Sudan conflict forces more than 50,000 people to flee to South Sudan

By International Rescue Committee

Sudan conflict forces more than 50,000 people to flee to South Sudan

Caroline Sekyewa, IRC South Sudan Country Director, said: “Following the intense conflict in Sudan, more than 50,000 people are estimated to have fled to South Sudan since the fighting began. People are arriving traumatized and with very few provisions. The IRC is providing protection and health services to displaced people in Maban, Jamjang, and NBeG.”

There are fears that the situation is likely to exacerbate the worrying humanitarian conditions where an estimated 9.4 million people are projected to need assistance and protection services as per the South Sudan Humanitarian Response Plan 2023.

The IRC, led by the UN‘s response plan, is scaling up with mobile health teams, and protection programs, and planning to give cash assistance to meet people’s critical needs. The response needs additional financial support and enhanced coordination to ensure a people-centered principled response that will positively impact displaced people who have gone through very traumatizing events.

The IRC started working in South Sudan in 1989. With more than 900 full-time staff members, the IRC in South Sudan provides critical primary and reproductive health and nutrition, environmental health, protection, and economic recovery, and resilience services to increasingly vulnerable internally displaced persons, refugees, returnees, and host communities. The IRC in South Sudan partners with national and state authorities and local partners to strengthen health systems and support especially displaced populations to obtain durable solutions.

The IRC has a main office in Khartoum with four field offices in El-Gadarif, Blue Nile, Al Jazeera, and South Kordofan states. Currently, all operations are suspended except for IRC operations in El-Gadarif. In Sudan, the IRC supports people impacted by conflict and crisis, including women, children, the elderly, persons with disabilities, refugees, mixed populations, and host communities. We provide integrated health, nutrition and water, sanitation, and hygiene (WASH) program and also provide child protection services and comprehensive women and girls’ protection and empowerment services including gender-based violence (GBV) survivors.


Transcribe the listing in full. Keep every line exactly as it stands.

*** Block opens ***

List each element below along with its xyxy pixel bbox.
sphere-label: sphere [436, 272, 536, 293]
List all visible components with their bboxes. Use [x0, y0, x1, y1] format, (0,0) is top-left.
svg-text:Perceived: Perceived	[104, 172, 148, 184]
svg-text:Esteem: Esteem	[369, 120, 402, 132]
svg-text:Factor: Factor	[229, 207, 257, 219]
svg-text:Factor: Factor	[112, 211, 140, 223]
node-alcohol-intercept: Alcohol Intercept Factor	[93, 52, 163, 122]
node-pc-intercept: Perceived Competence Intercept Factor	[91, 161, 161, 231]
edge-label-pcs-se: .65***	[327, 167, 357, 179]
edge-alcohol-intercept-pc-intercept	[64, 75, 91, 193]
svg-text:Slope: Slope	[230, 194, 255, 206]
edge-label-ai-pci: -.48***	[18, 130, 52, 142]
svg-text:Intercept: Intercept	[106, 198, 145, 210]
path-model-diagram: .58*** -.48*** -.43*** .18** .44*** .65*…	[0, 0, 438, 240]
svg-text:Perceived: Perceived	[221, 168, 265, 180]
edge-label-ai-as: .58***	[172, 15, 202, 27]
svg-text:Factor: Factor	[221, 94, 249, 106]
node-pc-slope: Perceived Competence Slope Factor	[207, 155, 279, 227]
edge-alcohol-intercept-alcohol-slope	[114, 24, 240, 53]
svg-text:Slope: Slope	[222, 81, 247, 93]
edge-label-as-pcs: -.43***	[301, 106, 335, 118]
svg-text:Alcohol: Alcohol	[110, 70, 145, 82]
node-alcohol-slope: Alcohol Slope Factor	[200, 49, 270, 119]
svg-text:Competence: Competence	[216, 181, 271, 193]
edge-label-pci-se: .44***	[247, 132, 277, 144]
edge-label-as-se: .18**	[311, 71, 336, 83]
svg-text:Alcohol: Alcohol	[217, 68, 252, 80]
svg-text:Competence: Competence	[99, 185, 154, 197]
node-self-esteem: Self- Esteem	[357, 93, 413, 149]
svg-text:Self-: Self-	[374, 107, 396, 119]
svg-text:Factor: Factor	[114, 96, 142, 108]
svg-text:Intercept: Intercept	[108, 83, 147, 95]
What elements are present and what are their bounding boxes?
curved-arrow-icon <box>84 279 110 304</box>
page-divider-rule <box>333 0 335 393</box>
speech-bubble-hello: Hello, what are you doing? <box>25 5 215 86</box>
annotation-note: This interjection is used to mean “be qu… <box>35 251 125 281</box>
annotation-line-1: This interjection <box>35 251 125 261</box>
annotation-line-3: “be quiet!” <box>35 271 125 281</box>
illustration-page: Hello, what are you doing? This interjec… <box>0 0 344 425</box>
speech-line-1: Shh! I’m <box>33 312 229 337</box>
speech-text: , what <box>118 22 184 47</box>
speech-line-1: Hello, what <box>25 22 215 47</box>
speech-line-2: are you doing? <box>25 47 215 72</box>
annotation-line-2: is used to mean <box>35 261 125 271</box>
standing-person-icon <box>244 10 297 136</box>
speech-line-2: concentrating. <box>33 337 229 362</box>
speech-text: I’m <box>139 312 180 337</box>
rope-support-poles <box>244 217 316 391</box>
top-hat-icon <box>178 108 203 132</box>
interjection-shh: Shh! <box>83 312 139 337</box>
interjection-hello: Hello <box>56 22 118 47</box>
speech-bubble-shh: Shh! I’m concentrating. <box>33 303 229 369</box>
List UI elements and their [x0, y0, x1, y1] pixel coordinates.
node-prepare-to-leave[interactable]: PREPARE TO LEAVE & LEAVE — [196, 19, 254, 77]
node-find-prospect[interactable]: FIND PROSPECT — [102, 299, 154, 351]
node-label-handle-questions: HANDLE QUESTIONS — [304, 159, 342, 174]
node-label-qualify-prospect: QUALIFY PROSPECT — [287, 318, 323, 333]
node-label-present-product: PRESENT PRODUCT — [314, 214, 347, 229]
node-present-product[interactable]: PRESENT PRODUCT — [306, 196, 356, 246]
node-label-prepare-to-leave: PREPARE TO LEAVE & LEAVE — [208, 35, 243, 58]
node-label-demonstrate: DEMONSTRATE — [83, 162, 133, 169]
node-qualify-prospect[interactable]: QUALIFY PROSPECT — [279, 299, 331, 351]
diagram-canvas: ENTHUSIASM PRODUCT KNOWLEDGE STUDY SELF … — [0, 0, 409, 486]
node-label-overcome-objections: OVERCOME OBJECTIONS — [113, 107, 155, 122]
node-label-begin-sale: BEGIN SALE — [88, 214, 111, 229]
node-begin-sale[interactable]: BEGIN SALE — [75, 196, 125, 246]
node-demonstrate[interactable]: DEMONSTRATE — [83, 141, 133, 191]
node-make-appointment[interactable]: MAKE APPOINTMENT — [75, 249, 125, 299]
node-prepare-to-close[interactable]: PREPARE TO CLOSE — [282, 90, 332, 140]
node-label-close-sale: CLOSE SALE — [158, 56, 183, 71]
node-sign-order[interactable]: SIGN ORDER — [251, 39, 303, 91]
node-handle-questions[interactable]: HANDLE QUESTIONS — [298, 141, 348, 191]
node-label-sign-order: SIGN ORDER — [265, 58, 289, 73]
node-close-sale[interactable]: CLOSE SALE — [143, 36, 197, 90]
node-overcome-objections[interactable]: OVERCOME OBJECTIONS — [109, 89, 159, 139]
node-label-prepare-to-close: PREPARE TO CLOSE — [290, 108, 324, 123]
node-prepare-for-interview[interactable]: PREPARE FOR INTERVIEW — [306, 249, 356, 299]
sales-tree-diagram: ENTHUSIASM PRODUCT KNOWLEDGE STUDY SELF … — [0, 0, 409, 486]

*** Block closes ***

▸ Reply
List each element below along with its xyxy pixel bbox.
sphere-label: sphere [436, 272, 536, 293]
List all visible components with their bboxes. Use [x0, y0, x1, y1] format, (0,0) is top-left.
svg-text:Perceived: Perceived	[104, 172, 148, 184]
svg-text:Esteem: Esteem	[369, 120, 402, 132]
svg-text:Factor: Factor	[229, 207, 257, 219]
svg-text:Factor: Factor	[112, 211, 140, 223]
node-alcohol-intercept: Alcohol Intercept Factor	[93, 52, 163, 122]
node-pc-intercept: Perceived Competence Intercept Factor	[91, 161, 161, 231]
edge-label-pcs-se: .65***	[327, 167, 357, 179]
edge-alcohol-intercept-pc-intercept	[64, 75, 91, 193]
svg-text:Slope: Slope	[230, 194, 255, 206]
edge-label-ai-pci: -.48***	[18, 130, 52, 142]
svg-text:Intercept: Intercept	[106, 198, 145, 210]
path-model-diagram: .58*** -.48*** -.43*** .18** .44*** .65*…	[0, 0, 438, 240]
svg-text:Perceived: Perceived	[221, 168, 265, 180]
edge-label-ai-as: .58***	[172, 15, 202, 27]
svg-text:Factor: Factor	[221, 94, 249, 106]
node-pc-slope: Perceived Competence Slope Factor	[207, 155, 279, 227]
edge-alcohol-intercept-alcohol-slope	[114, 24, 240, 53]
svg-text:Slope: Slope	[222, 81, 247, 93]
edge-label-as-pcs: -.43***	[301, 106, 335, 118]
svg-text:Alcohol: Alcohol	[110, 70, 145, 82]
node-alcohol-slope: Alcohol Slope Factor	[200, 49, 270, 119]
svg-text:Competence: Competence	[216, 181, 271, 193]
edge-label-pci-se: .44***	[247, 132, 277, 144]
edge-label-as-se: .18**	[311, 71, 336, 83]
svg-text:Alcohol: Alcohol	[217, 68, 252, 80]
svg-text:Competence: Competence	[99, 185, 154, 197]
node-self-esteem: Self- Esteem	[357, 93, 413, 149]
svg-text:Self-: Self-	[374, 107, 396, 119]
svg-text:Factor: Factor	[114, 96, 142, 108]
svg-text:Intercept: Intercept	[108, 83, 147, 95]
What elements are present and what are their bounding boxes?
curved-arrow-icon <box>84 279 110 304</box>
page-divider-rule <box>333 0 335 393</box>
speech-bubble-hello: Hello, what are you doing? <box>25 5 215 86</box>
annotation-note: This interjection is used to mean “be qu… <box>35 251 125 281</box>
annotation-line-1: This interjection <box>35 251 125 261</box>
annotation-line-3: “be quiet!” <box>35 271 125 281</box>
illustration-page: Hello, what are you doing? This interjec… <box>0 0 344 425</box>
speech-line-1: Shh! I’m <box>33 312 229 337</box>
speech-text: , what <box>118 22 184 47</box>
speech-line-1: Hello, what <box>25 22 215 47</box>
speech-line-2: are you doing? <box>25 47 215 72</box>
annotation-line-2: is used to mean <box>35 261 125 271</box>
standing-person-icon <box>244 10 297 136</box>
speech-line-2: concentrating. <box>33 337 229 362</box>
speech-text: I’m <box>139 312 180 337</box>
rope-support-poles <box>244 217 316 391</box>
top-hat-icon <box>178 108 203 132</box>
interjection-shh: Shh! <box>83 312 139 337</box>
interjection-hello: Hello <box>56 22 118 47</box>
speech-bubble-shh: Shh! I’m concentrating. <box>33 303 229 369</box>
List UI elements and their [x0, y0, x1, y1] pixel coordinates.
node-prepare-to-leave[interactable]: PREPARE TO LEAVE & LEAVE — [196, 19, 254, 77]
node-find-prospect[interactable]: FIND PROSPECT — [102, 299, 154, 351]
node-label-handle-questions: HANDLE QUESTIONS — [304, 159, 342, 174]
node-label-qualify-prospect: QUALIFY PROSPECT — [287, 318, 323, 333]
node-label-present-product: PRESENT PRODUCT — [314, 214, 347, 229]
node-present-product[interactable]: PRESENT PRODUCT — [306, 196, 356, 246]
node-label-prepare-to-leave: PREPARE TO LEAVE & LEAVE — [208, 35, 243, 58]
node-label-demonstrate: DEMONSTRATE — [83, 162, 133, 169]
node-qualify-prospect[interactable]: QUALIFY PROSPECT — [279, 299, 331, 351]
diagram-canvas: ENTHUSIASM PRODUCT KNOWLEDGE STUDY SELF … — [0, 0, 409, 486]
node-label-overcome-objections: OVERCOME OBJECTIONS — [113, 107, 155, 122]
node-label-begin-sale: BEGIN SALE — [88, 214, 111, 229]
node-begin-sale[interactable]: BEGIN SALE — [75, 196, 125, 246]
node-demonstrate[interactable]: DEMONSTRATE — [83, 141, 133, 191]
node-make-appointment[interactable]: MAKE APPOINTMENT — [75, 249, 125, 299]
node-prepare-to-close[interactable]: PREPARE TO CLOSE — [282, 90, 332, 140]
node-label-close-sale: CLOSE SALE — [158, 56, 183, 71]
node-sign-order[interactable]: SIGN ORDER — [251, 39, 303, 91]
node-handle-questions[interactable]: HANDLE QUESTIONS — [298, 141, 348, 191]
node-label-sign-order: SIGN ORDER — [265, 58, 289, 73]
node-close-sale[interactable]: CLOSE SALE — [143, 36, 197, 90]
node-overcome-objections[interactable]: OVERCOME OBJECTIONS — [109, 89, 159, 139]
node-label-prepare-to-close: PREPARE TO CLOSE — [290, 108, 324, 123]
node-prepare-for-interview[interactable]: PREPARE FOR INTERVIEW — [306, 249, 356, 299]
sales-tree-diagram: ENTHUSIASM PRODUCT KNOWLEDGE STUDY SELF … — [0, 0, 409, 486]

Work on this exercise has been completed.